Most Timbuktu texts saved say curators






JOHANNESBURG: Most of the priceless ancient books and manuscripts housed in a centre in Timbuktu were smuggled to safety as Islamists overran the Malian city last year, curators revealed Wednesday.

"A vast majority was saved... more than 90 per cent," said Shamil Jeppie, Timbuktu Manuscripts Project director at the University of Cape Town.

Jeppie said more than 20,000 manuscripts had been moved out of the South African-sponsored centre by May last year and hidden mostly in the capital Bamako and elsewhere in Timbuktu.

The texts were spirited out in trunks and placed deep in the vaults of another building.

It was feared the manuscripts had been destroyed by Islamists during their rampaging retreating from French forces, who now control the city.

The insurgent fighters had already destroyed many of the city's centuries-old shrines, the iconic legacy of Timbuktu's golden age of intellectual and spiritual development.

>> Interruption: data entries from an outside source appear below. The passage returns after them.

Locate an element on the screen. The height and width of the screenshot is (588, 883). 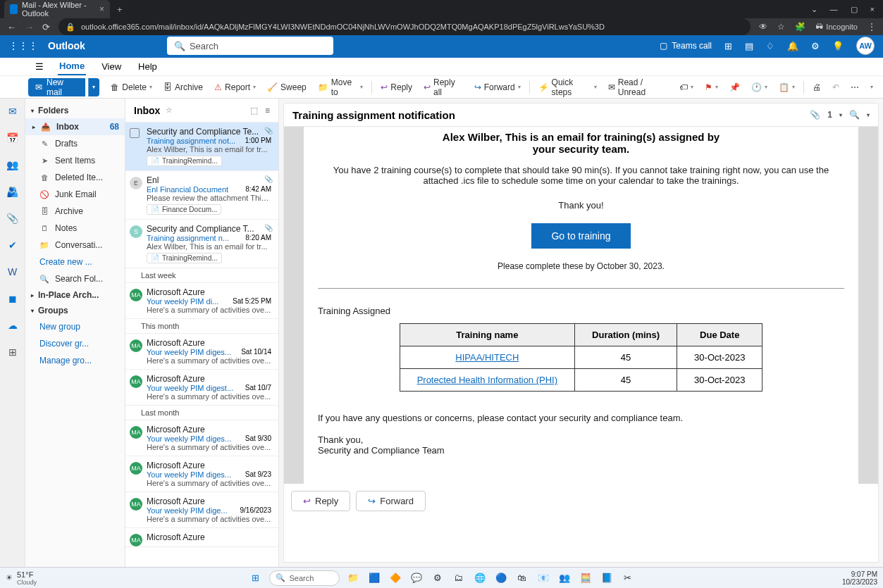
rail-app-icon: ◼ is located at coordinates (13, 299).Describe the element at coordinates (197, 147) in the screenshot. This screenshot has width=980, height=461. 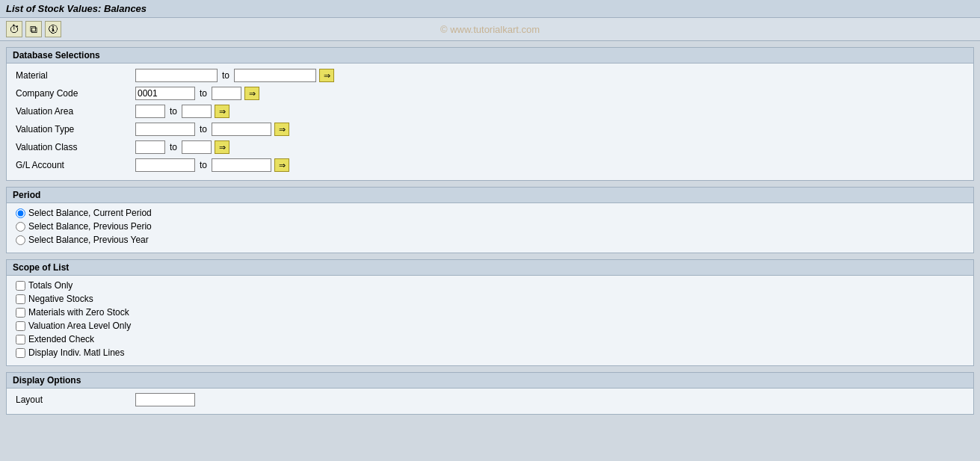
I see `valuation-class-to-input` at that location.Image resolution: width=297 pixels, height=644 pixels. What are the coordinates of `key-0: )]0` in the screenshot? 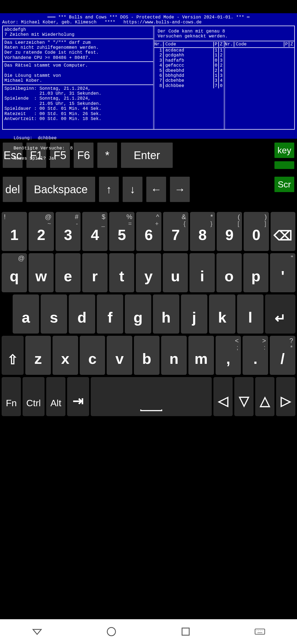 It's located at (256, 231).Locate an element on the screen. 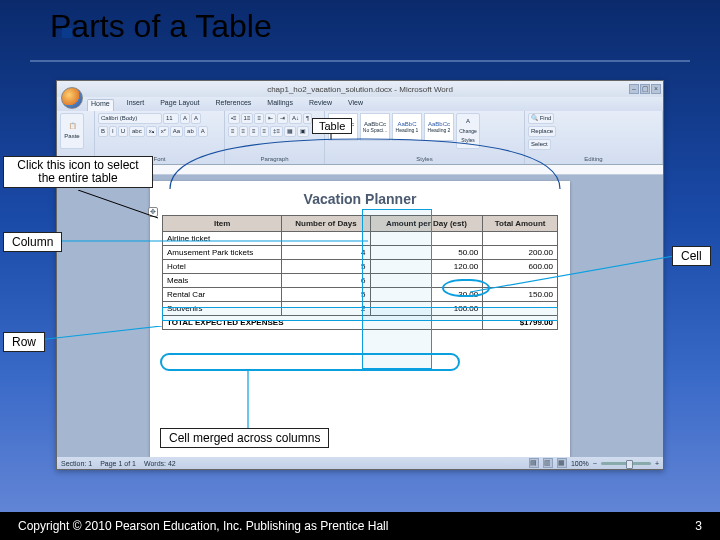  col-header-days: Number of Days is located at coordinates (326, 224).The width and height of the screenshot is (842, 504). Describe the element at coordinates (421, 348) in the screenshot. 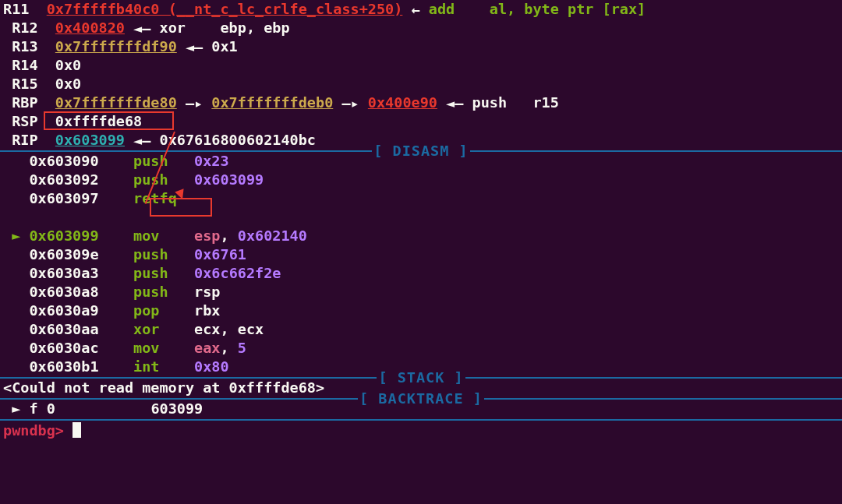

I see `disasm-row: 0x6030ac mov eax, 5` at that location.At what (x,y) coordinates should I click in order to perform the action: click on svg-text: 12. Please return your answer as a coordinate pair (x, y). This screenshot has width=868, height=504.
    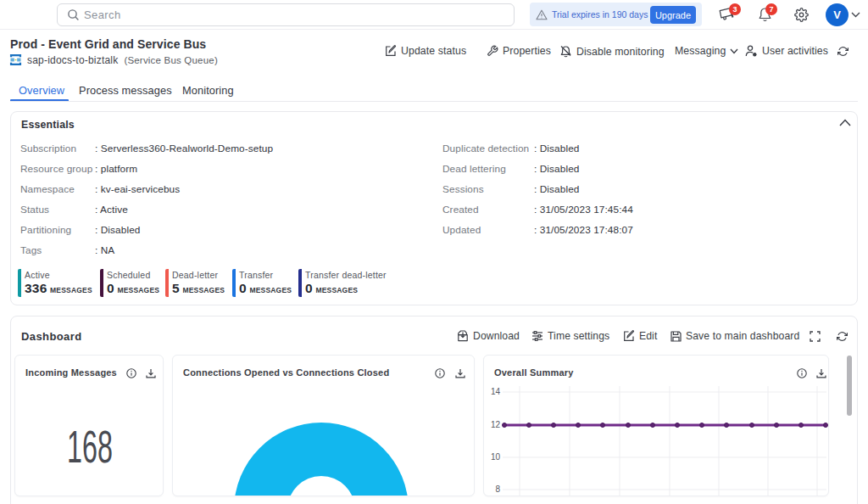
    Looking at the image, I should click on (496, 424).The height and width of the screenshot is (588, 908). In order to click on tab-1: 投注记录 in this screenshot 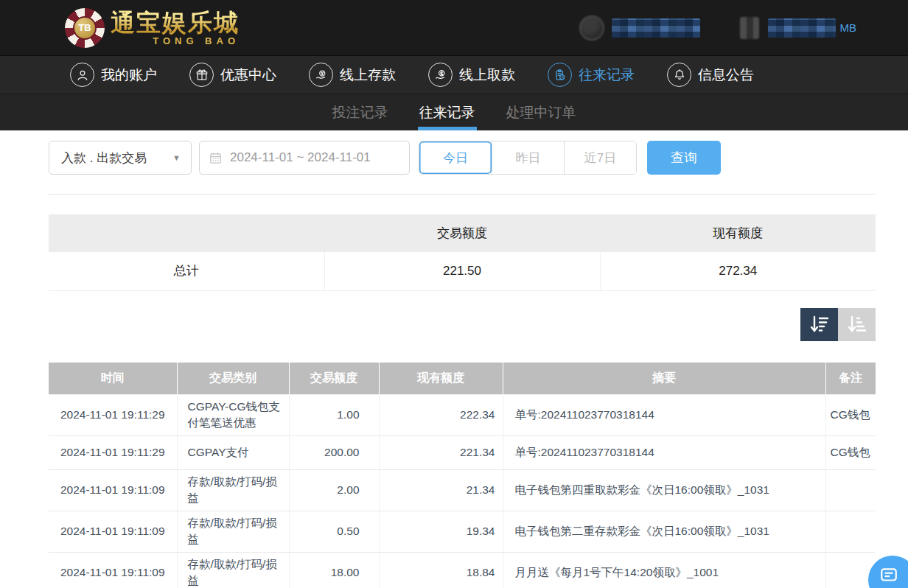, I will do `click(360, 112)`.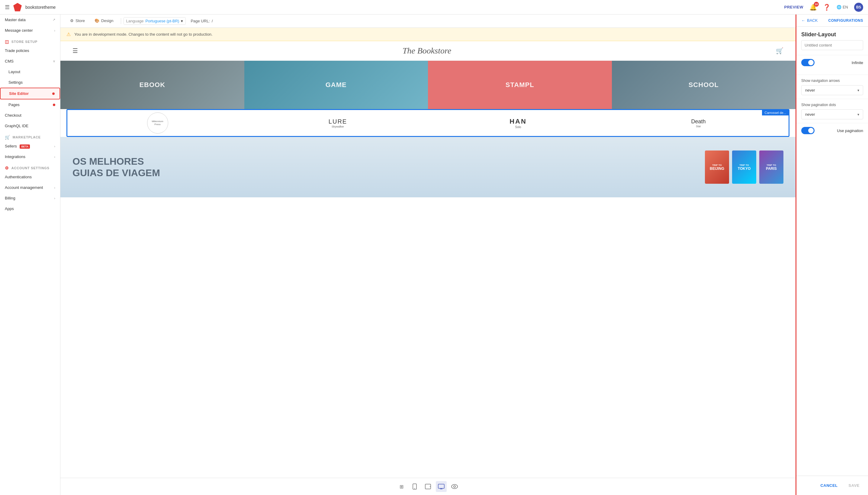 This screenshot has height=495, width=868. I want to click on use-pagination-section: Use pagination, so click(832, 133).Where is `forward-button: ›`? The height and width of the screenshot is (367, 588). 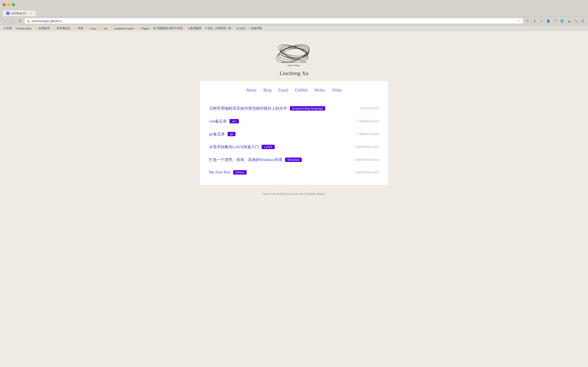 forward-button: › is located at coordinates (13, 21). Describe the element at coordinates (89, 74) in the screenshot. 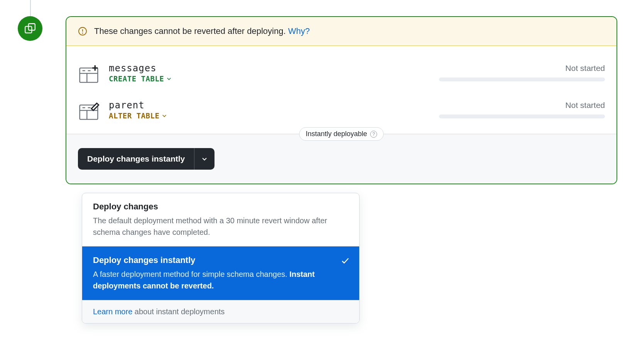

I see `create-table-icon` at that location.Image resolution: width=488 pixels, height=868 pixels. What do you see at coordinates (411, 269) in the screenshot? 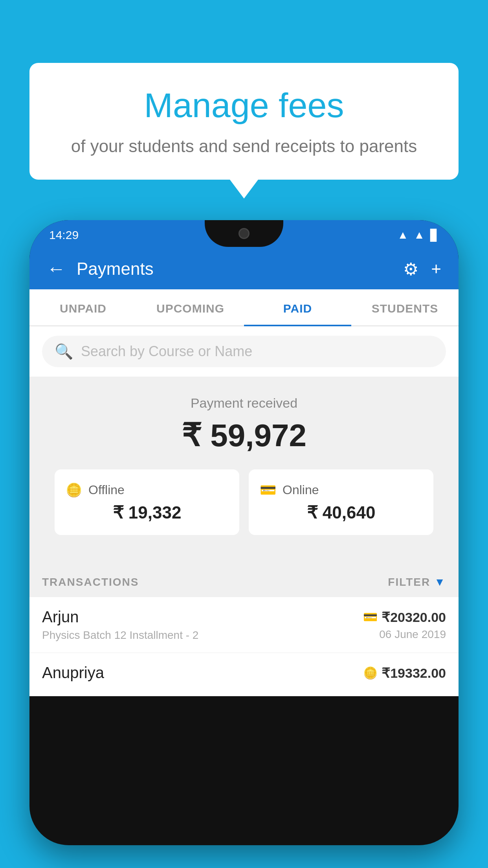
I see `settings-button: ⚙` at bounding box center [411, 269].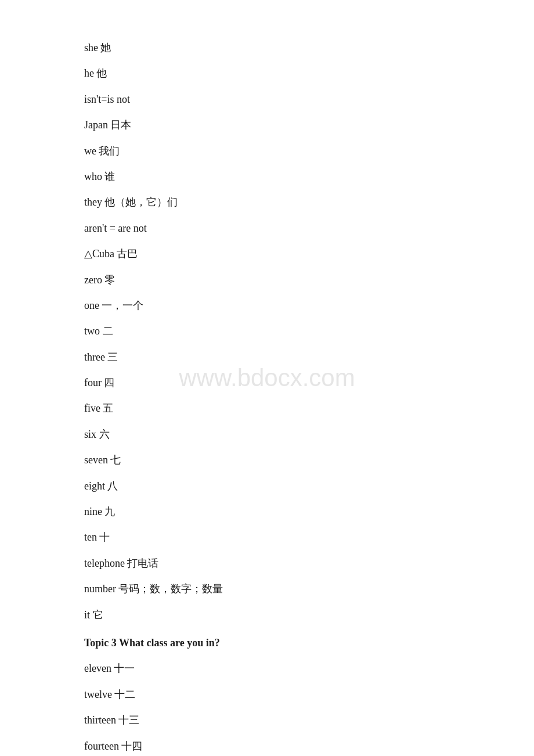 This screenshot has height=756, width=534. What do you see at coordinates (267, 434) in the screenshot?
I see `vocab-item: six 六` at bounding box center [267, 434].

The fighters took the city in April, swiftly implementing a version of Islamic law which forced women to wear veils and set whipping and stoning as punishment for transgressions.

Islamist fighters had considered the texts and the shrines -- which helped earn the city UNESCO world heritage status -- to be idolatrous.

But details of an amazing effort to save the irreplaceable documents are now coming to light.

The texts, most dating from the 13th and 14th centuries, include a prized biography of the Muslim Prophet Muhammad and texts about music, astronomy, physics, traditional medicine.

"Archivists and librarians associated with the Ahmed Baba library, in fact, over the months of the occupation, worked to take the manuscripts out, to conserve them and hide them," Jeppie said.

In a statement, the project office said "a limited number of items have been damaged or stolen, the infrastructure neglected and furnishings in the library looted."

Jeppie suspects some of the delicate manuscripts could have also been damaged during movement but not at the "hands of these ignorant people."

The Ahmed Baba collection, the largest of its kind in Timbuktu, was home to around 40,000 texts.

They were housed in a state-of-the-art archive, paid for by international donors, including South Africa.

Opened in 2009, it is meant to keep the manuscripts safe and to act as a centre for research.

"There are two buildings" housing the documents, curator Ben Essayouti El-Boukhari told AFP. "There is the old one and the new one built by South Africans."

The old building is where most of the manuscripts had been kept -- including some dating back to the pre-Islamic era.

But with phone connections down, officials have been unable to get a full picture of the extent of the damage elsewhere in the city.

Officials have previously estimated there are more than 100,000 manuscripts held in several private libraries and by families in Timbuktu.